Thomas C. Foster (How to Read Literature Like a Professor Revised: A Lively and Entertaining Guide to Reading Between the Lines)
How quickly the years fall away and the passage of time ceases meaning. We have each a purpose: we are bred to it, engineered for it, or we are drawn to it out of some fathomless innate longing that we cannot explain. Some unlucky few must discover—or create—it on their own, but those are rarer in these days, when by the grace of the forebears we are manufactured to our place in the order of the world. We have our destinies. We race for them, fight for them, fulfill them. Or we fail them. Listen, Perceval. Do you hear your long immortal life stretched out before you, before the stars? I have so much to teach you, my dear. The young do not believe in endings. They do not believe in death. They do not believe in time. Everything takes forever to happen, and twenty years is a long time. Under those circumstances, the apocalypse can seem sexy. Death is a fetish, a taste of the edge. It is not real. And so the days are long, and though time holds us green and dying, we cannot yet feel the drag of our chains hauling us forward to the end. But the old, Perceval. The old have forgiven time. Whatever time you may have is too little. If you live a thousand years—as I nearly have, and you surely will—it does not matter. Unless you have given up, laid down your tools, and folded idle hands to wait, beloved, you will still be in the middle of something when you die. The world is a wheel, and we are all broken on it. And that is fine and just. For there is never any hurry, until there is no time.
Elizabeth Bear (Dust (Jacob's Ladder, #1))

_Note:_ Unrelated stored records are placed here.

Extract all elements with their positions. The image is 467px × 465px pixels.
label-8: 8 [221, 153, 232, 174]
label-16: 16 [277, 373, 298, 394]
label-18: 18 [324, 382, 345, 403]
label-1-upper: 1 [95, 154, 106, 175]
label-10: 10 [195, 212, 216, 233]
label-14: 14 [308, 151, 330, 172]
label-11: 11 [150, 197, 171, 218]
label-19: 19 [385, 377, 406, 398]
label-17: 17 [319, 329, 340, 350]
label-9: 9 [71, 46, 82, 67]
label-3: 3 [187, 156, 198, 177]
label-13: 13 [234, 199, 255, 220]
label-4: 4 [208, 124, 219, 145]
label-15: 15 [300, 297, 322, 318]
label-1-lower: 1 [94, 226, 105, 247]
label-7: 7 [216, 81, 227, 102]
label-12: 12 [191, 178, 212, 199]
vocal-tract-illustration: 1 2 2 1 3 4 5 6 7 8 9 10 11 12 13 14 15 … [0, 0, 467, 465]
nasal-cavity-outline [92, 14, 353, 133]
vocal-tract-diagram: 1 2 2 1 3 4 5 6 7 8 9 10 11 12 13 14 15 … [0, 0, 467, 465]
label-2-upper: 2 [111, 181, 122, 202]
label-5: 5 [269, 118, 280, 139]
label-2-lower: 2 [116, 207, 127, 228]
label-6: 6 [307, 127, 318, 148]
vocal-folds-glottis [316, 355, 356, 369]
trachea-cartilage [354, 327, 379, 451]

Love is Holiness and Divine Indignation; the placidity of an ordinary married life is the veil of a spiritual passage into profound things. Nor is this all; the lover knows himself also to be the cross upon which the Beloved is to be stretched, and so she also of her lover. A suggestion of this — probably no more — is to be found merely in the fact of her existence the sense of being for ever intimately bound to another which when it is not repose is agony, the state of suspension upon a substance alien and unavoidable for which, though from a more dreadful distance, crucifixion is the only comparison. There is no middle state into which this issues — either it is continued into an anguish of entire repulsion and hate, or, by the grace of that Crucifixion which includes it but is so much more than it alone, it becomes itself a purgation and a redemption. This is — in its degree, and who shall say how terrific that degree may become? — the annihilation of the selfhood which the saints have sought, and the end of it is union.